How are things going with the communities you work with at the moment? Thank goodness, things seem to be ok with Kimberley (Australian) Aboriginal communities at least at the moment. They blocked the roads early and it’s been effective. But I remain terrified, as there are so many elderly people and the push to reopen would be devastating if it’s too soon. Or if someone catches it from a local hospital but is asymptomatic (I’m not sure how much testing is being done). “Social distancing” is impossible so once it’s there there will be no stopping it.
I’m a bit in touch with people who have social media in Daru and Port Moresby. Virus hasn’t reached New Guinea yet, but when it does it will be impossible to contain or treat. People in Limol village are aware of social distancing and washing hands, but lack the soap and the “stay-at-home” privilege.
The Mixteco community in Southern California has been very active in getting information out; the Mixteco Community Organizing Project and their multilingual radio station (Radio Indígena) is pretty amazing at outreach. Below is a collection of videos they’ve done, I for one find it kind of mindblowing. There are nine languages — a Zapotec variant, a Purépecha variant, and seven (!) Mixtec variants.
http://mixteco.org/radio/covid-19-resources-in-indigenous-languages-from-southern-mexico/
click for full list
1. Español 2. Purépecha de Turícuaro 9. Zapoteco de San José Lachiguirí 3. Tu'un Savi Guadalupe Nundaca 4. Tu'un Savi de San Juan Piñas 5. Tu'un Savi de San Martín Peras 6. Tu’un Savi de San Juan Cahuayaxi 7. Tu’un Savi de San Martín Peras 8. T’u’un Savi de San Francisco Higos(“Tu’un Savi” is ‘Mixtec’ in Mixtec.)
Still, from what I’ve read and heard the immigrant communities on the US west coast are facing significant hardships. There are severe shortages of PPE for farmworkers, but they are essential workers.
(I wish I knew how successfully these outreach materials are (or aren’t) reaching their intended audiences. I find the page itself rather difficult to navigate — the names of the languages are obscured in the YouTube embeds, for instance. But it is also possible that the materials would be exchanged through more direct methods — Facebook chat, texting, etc.)
#3, #8, and #6 should have a fairly high degree of mutual intelligibility. So there is that.
Where I’m at we’ve had a large number of cases but not very many deaths. We have a very good hospital so that is a plus. Many Mixtecs are undocumented and that does affect access to healthcare but our hospital is really good at applying for financial assistance for people, such as Alien Emergency Medical, and offering large (90%) discounts for people who don’t have financial resources. That’s the good news.
Down south where people are from, it is a scarier situation. There is one hospital in the region that is expected to serve … I dunno, 10,000 people? and it has, maybe, 10 ventilators. When coronavirus hits, it will be bad. There is a lot of malnutrition, parasitic infections, diabetes, and other chronic illnesses and people don’t have access to regular healthcare to manage those issues.
In Côte d’Ivoire there is a stay-at-home order that no one is following. In the highly urban areas, where the virus is spreading rapidly, people just don’t have a way to social distance, and in the rural areas people don’t see a need. In general people live in densely populated areas with community water/food sources, which makes it hard to social distance. In the Guébie villages specifically, people are worried about sustaining themselves, since the government blocked off the only road to the city, which has taken away their only source of income. As far as I know, the virus has not yet reached the Guébie community (thank goodness!) but people there are not faring well due to the road closure and lack of income/resources.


* Exercise brief:
Set down exact lines only, from the line with "The image size is (1033, 450)." through the last line of the material below, with every picture left out.

* Material for this exercise:

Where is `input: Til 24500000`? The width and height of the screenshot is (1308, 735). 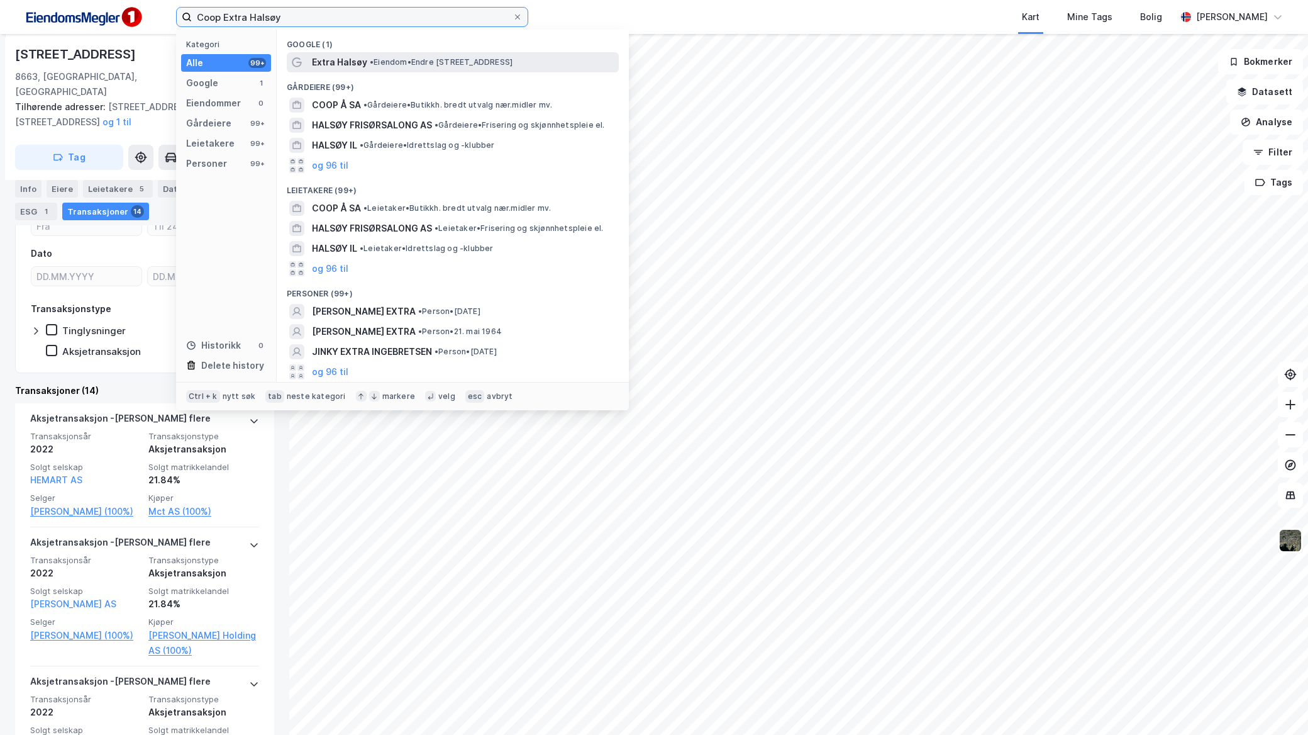
input: Til 24500000 is located at coordinates (203, 226).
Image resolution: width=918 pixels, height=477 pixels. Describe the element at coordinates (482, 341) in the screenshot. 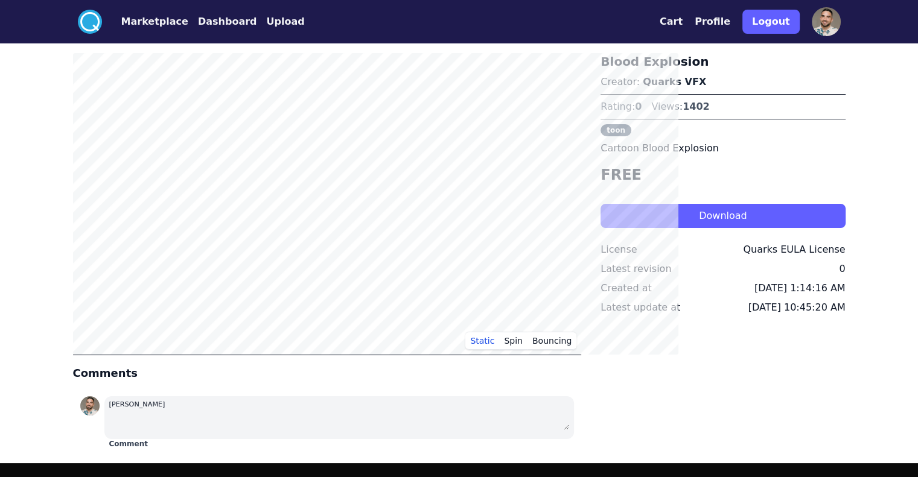

I see `button: Static` at that location.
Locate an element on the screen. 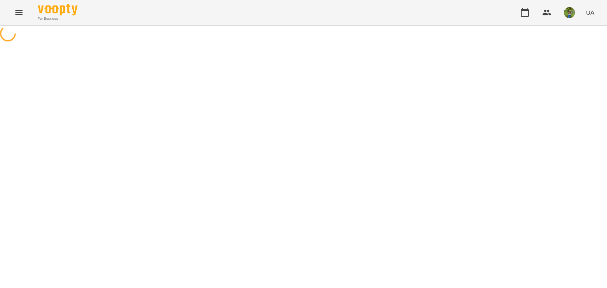  span: UA is located at coordinates (590, 12).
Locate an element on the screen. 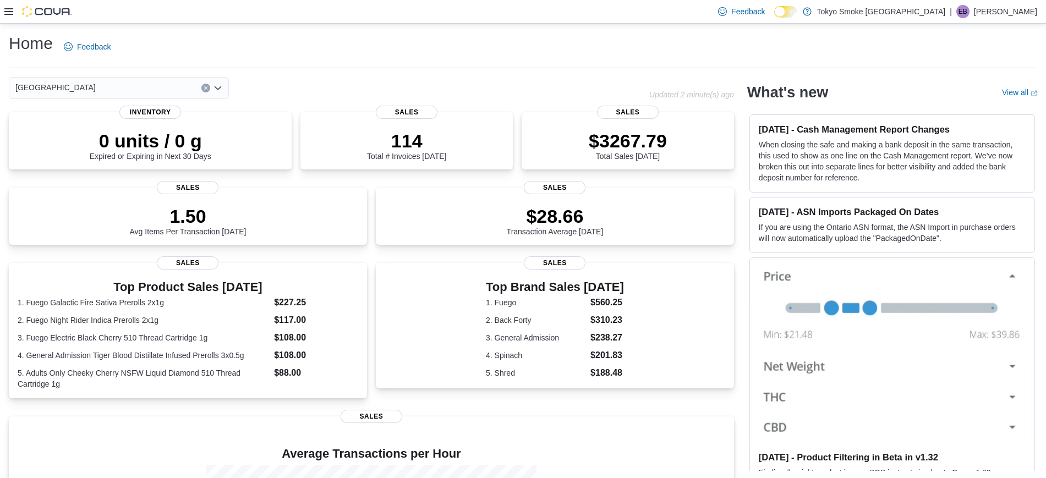 The height and width of the screenshot is (478, 1046). p: $3267.79 is located at coordinates (628, 141).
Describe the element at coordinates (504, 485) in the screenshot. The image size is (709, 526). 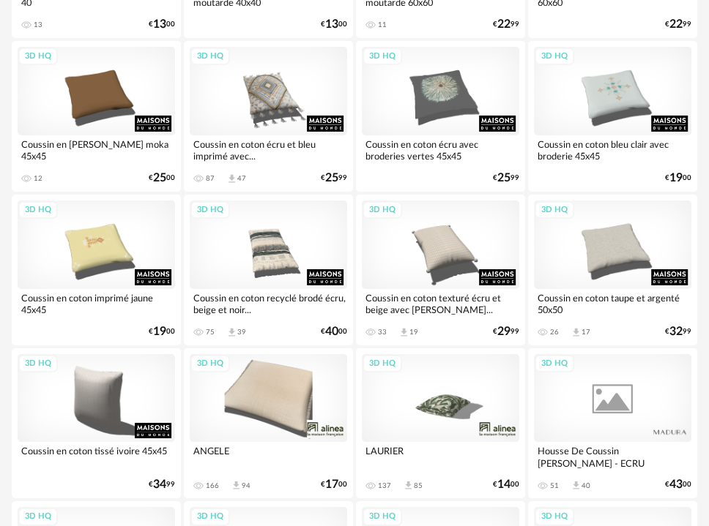
I see `span: 14` at that location.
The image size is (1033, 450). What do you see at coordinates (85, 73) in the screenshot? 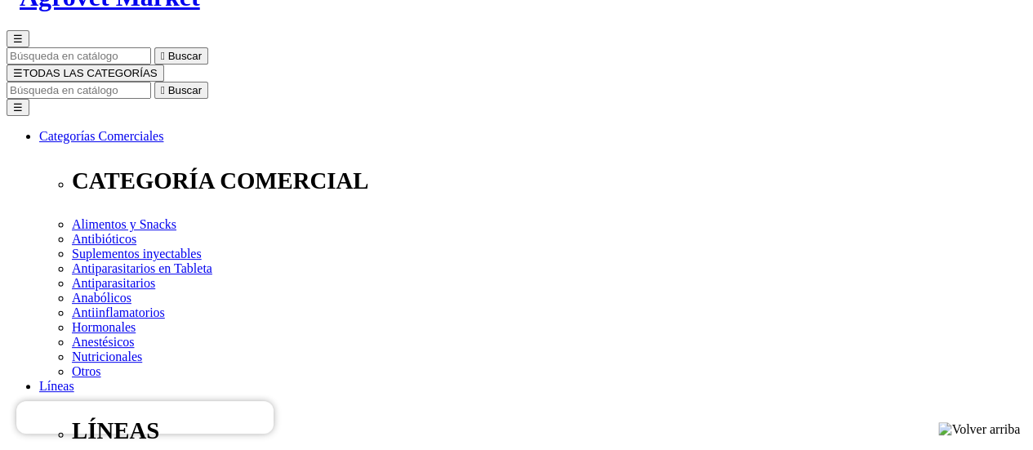
I see `button: ☰TODAS LAS CATEGORÍAS` at bounding box center [85, 73].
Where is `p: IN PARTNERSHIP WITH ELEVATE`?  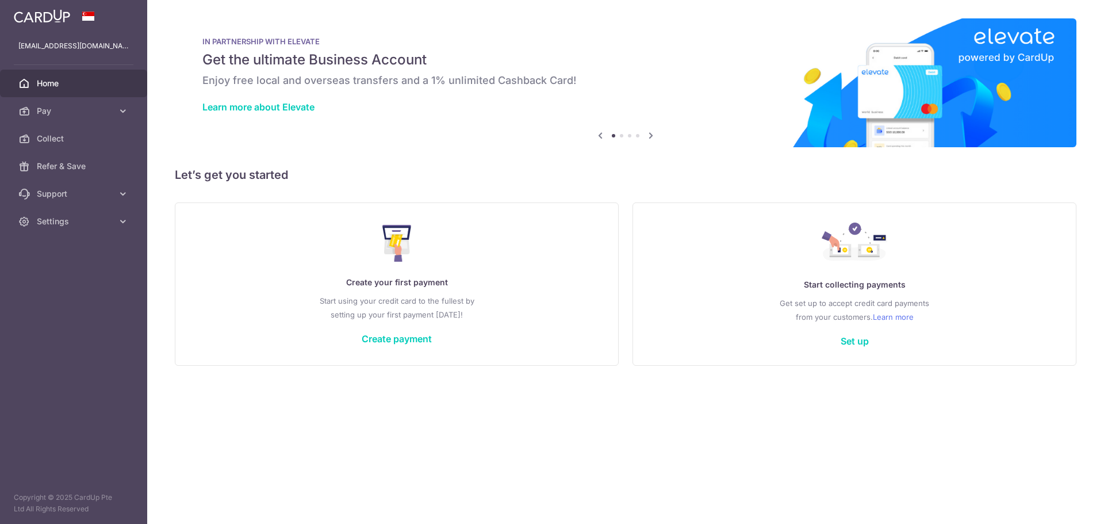
p: IN PARTNERSHIP WITH ELEVATE is located at coordinates (626, 41).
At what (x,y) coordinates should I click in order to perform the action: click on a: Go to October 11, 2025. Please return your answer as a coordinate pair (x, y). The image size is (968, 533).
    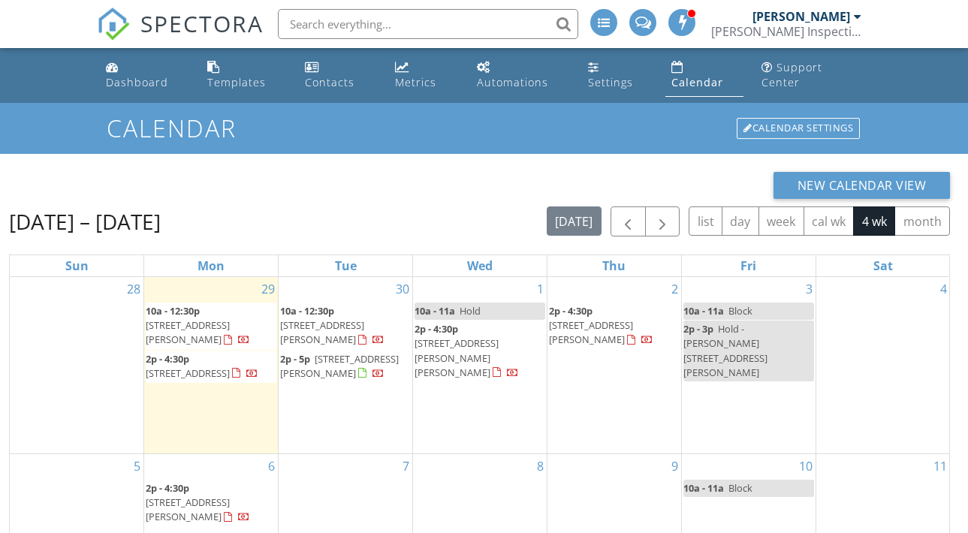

* Exercise answer:
The image size is (1033, 450). What do you see at coordinates (85, 73) in the screenshot? 
I see `button: ☰TODAS LAS CATEGORÍAS` at bounding box center [85, 73].
Where is `p: IN PARTNERSHIP WITH ELEVATE`?  
p: IN PARTNERSHIP WITH ELEVATE is located at coordinates (626, 41).
At what (x,y) coordinates should I click in order to perform the action: click on a: Go to October 11, 2025. Please return your answer as a coordinate pair (x, y). The image size is (968, 533).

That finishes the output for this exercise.